Detecting corruption, collusion & fraud

MS Data Science Thesis

View the Project on GitHub carpetri/detecting_corruption

Detecting Collusion, Corruption, and Fraud

by Carlos Petricioli

This project was made at the Eric and Wendy Schmidt, Data Science for Social Good (DSSG) summer fellowship at the University of Chicago during the summer of 2014. As a data fellow I was assigned to the the project of Detecting Corruption, Collusion and Fraud with the World Bank as a partner. My mentor was Eric Rozier from the University of Cincinnati, my teammates were Dylan Fitzpatick, Jeff Alstott and Misha Teplitskiy, our partner from the World Bank was Elizabeth Wiramidjaja and we all worked under the supervision of Rayid Ghani, the director of the DSSG. This paper is a report of what was made during the elaboration of that project. Some of the visualizations and data was private so this paper shows the public version of this project. For some visualizations and interpretations, fake data was used to protect the confidentiality.

The World Bank Group lends billions of dollars each year to fund development projects in its efforts to reduce global poverty. This project helps investigators at the Bank search for patterns of collusion, corruption, and fraud in its contracts data, using models of contract-specific risk. Developing an automated approach to detecting these offenses can help the World Bank efficiently target future investigations.

Contractors providing goods and services on World Bank projects are typically hired through a competitive bidding process. Occasionally, prospective contractors influence the competitive system by colluding with other contractors, bribing government officials, or otherwise manipulating the bidding process. These offenses have far-reaching effects on the price and quality of contract delivery. The World Bank is committed to detecting instances of collusion, corruption, and fraud in order to maximize its global impact.

For this project, we met with the World Bank team in charge of attacking this problem. The first objective was to understand what does corruption look like in the data? Their suggestion was to look for specific patterns in the procurement data. For example, turn-taking behavior among suppliers of goods and services is a possible indicator of collusion,

also, patterns of non competitive biding process as one supplier winning all the contracts as an indicator of corruption, among other possible indicators.

This project incorporated data from multiple sources including historical data on over 300,000 major contracts funded by World Bank loans from the past 20 years, which had features as company name, country, sector, and total award amount. We needed to add some additional features to the data in order to classify in a more accurate way each contract, so we incorporated annual economic development indicators, collected by the World Bank, for countries and industries within them. Finally, the World Bank gave us investigations data, covering companies and projects investigated for collusion, corruption or fraud in the past years that includes specific allegations and case outcomes.

(AFR,AFR), (EAP,EAP), (ECA,ECA), (LCR,LCR), (MNA,MNA), (OTH,OTH), (SAR,SAR)

The first big problem that the project faced after cleaning all the data was that company names are represented by different text strings among different data sources, so a single company may be represented in several very different ways (e.g. ACME Inc. vs. A.C.M.E. Co.).

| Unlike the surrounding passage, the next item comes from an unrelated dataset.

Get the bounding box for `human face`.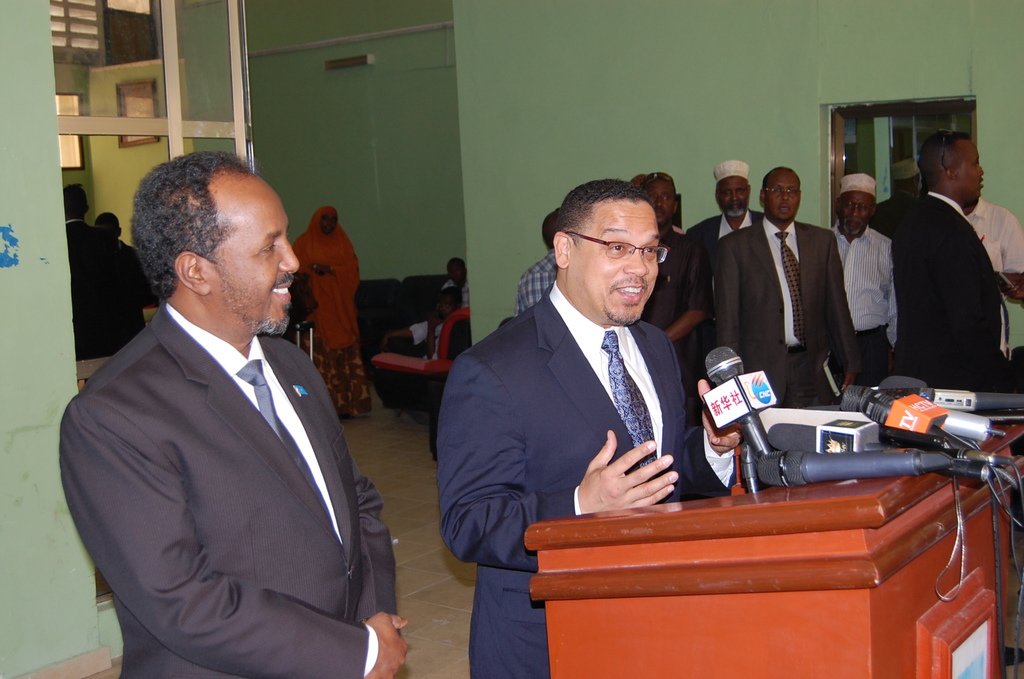
bbox(956, 140, 988, 195).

This was a big problem because, in order for the project to develop a model that predicts the level of risk for a contract presenting corruption or fraudulent activities, we need to have common strings among the data corresponding to the entities. What we did, was a company name disambiguation. Company names were reconciled by querying each name on Google and comparing their top 10 URL results. Names that had at least 7 links in common were considered to be a single company. This was a complicated task in terms of computational issues because of the size of the data. Google does not like us using their resources, so we had to create a big number of virtual machines, query Google for the URLs from each machine and then gather all the results in a database. The result of this process was good enough for the World Bank team because with this disambiguation now they have a better way of investigating companies.

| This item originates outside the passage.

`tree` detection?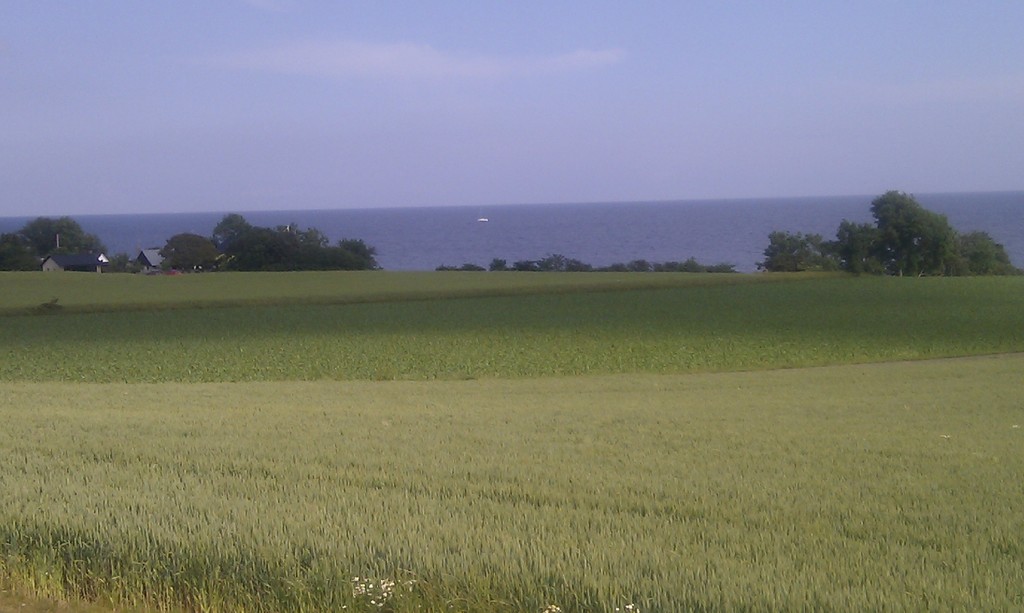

After long nights of waiting for this algorithm to end, we finally were ready to build tools for a proactive investigation within the World Bank. To evaluate contract risk, we generated features and models tracking companies' historical involvement on World Bank projects within specific countries and sectors. As well we created co-award network features for each company. For example, down here you can see the network for General Electric Company. In blue there's every project that General Electric Company has been part of and in green there's every company that worked in that specific project. This is a public version of the network, in the one we delivered to the World Bank, they have different colors whether a company was investigated and found to be guilty. Network features turned out to be very good predictors of risk in the final model.

In terms of the model, we trained a binary classifier separating past contracts that were investigated by the World Bank from those that were not investigated. We evaluated and compared models using precision, recall, and area under ROC curve. A random forest provided the best results across all metrics on a held-out test set.

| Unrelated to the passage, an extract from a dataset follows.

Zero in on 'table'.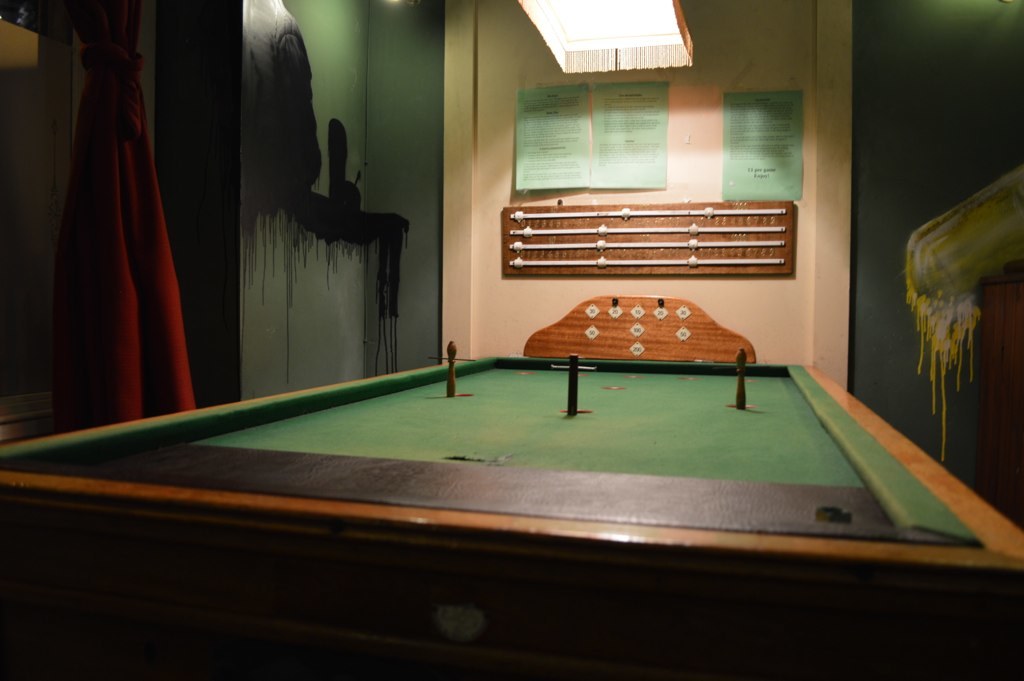
Zeroed in: crop(0, 343, 1023, 680).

Finally we developed an interactive map and a dashboard for World Bank investigators to track a company's activity across countries, sectors, and time.You can see a public version of the Interactive map here. Using this tool, investigators can track contract awards companies have received, including under different names (e.g. ACME, Inc. vs. ACME Co.), view a risk score for each World Bank contract, as calculated by the contract risk model and visualize the immediate neighborhood of the company in its co-award network.